Las Vegas Strip in HDR

             Las Vegas Strip

Sunlight

Las Vegas Strip at night with the Aladdin (now...

             Las Vegas Strip at night

The sunlight is gently filtered by white sheers. Outside my window a cool breeze is moving the leaves of the palms. I’m sitting on the bed thinking about whether it’s too cool outside to go out to the pool and write…probably fewer distractions here.
I’m looking forward to a nice walk up the Strip after breakfast. Early morning in Las Vegas is quiet and peaceful. I used to get up while my husband and the kids were still sleeping and go for a morning run up the Strip. I loved the contrast of the empty streets and sidewalks compared to the insane crowds of the night before…two completely different faces on the same “painted lady.”
The people you meet on an early morning run have two different faces as well. There are the athletic types out running or walking to get their exercise and there are the people who are trying to find their way home after a long night of partying.
When I was into playing poker here I would often play cards all night and walk back to my room at sunrise.
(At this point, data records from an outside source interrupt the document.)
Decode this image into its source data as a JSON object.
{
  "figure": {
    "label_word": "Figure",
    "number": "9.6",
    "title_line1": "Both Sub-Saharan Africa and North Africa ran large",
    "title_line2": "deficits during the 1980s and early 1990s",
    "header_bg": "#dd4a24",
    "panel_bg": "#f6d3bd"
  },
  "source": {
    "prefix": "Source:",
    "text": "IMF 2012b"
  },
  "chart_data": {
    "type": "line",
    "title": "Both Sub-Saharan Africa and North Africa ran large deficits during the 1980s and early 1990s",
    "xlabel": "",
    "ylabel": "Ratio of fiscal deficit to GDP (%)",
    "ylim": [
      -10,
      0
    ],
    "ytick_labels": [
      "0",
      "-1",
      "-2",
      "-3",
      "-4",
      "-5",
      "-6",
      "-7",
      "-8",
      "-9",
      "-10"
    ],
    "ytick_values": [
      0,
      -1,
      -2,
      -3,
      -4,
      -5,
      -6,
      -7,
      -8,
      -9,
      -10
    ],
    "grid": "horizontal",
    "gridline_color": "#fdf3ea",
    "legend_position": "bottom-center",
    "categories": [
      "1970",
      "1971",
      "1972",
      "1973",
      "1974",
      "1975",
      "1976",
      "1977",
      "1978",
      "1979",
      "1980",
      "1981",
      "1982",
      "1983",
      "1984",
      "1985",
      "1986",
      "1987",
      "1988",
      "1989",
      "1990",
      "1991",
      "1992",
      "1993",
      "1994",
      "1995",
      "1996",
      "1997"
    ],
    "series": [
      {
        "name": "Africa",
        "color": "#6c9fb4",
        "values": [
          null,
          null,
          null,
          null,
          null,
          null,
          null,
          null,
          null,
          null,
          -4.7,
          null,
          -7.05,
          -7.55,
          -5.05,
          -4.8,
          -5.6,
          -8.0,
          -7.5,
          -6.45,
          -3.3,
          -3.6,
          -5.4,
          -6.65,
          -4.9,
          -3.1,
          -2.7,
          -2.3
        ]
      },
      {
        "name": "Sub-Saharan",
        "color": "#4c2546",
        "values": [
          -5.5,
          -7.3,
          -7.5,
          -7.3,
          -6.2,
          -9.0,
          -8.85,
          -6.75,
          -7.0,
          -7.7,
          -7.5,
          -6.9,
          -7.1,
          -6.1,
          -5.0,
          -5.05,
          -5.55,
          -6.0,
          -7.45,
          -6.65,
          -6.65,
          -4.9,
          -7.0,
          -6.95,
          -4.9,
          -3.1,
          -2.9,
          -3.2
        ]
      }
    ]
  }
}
Sunrise is the quietest point of all. The line between night and day when it’s still too dark to be out for exercise and most of the party people have already crapped out and fallen into bed. That point when night rolls into day feels a little like expiration and inspiration and that point in my breath between the two phases. If night is when I expire and day is when I inspire, how am I like the earth turning into and away from the sunlight? What is that place of in-between, the dawn of my breath?
I wish the earth could hold her dawn and capture that moment of daybreak for an infinite pause the way I can hold my breath and hover briefly in that place between inspired and expired. There is something so precious in that holding…a path of stillness that I follow down into my body going deep in the chambers of my soul’s home where I find a peacefulness that has no words.
I am grateful this morning for my ability to find that place of peace within. I want to gather up all the sad and lost and lonely and lead them here. I want to tell them to give up looking for happiness in the lights and the music and the endless pursuit of more. I want them to feel the joy of resting in the tranquil heart space of contentment.
But who am I to assume that they are not? Who am I to think I know the key to another’s happiness? Who am I?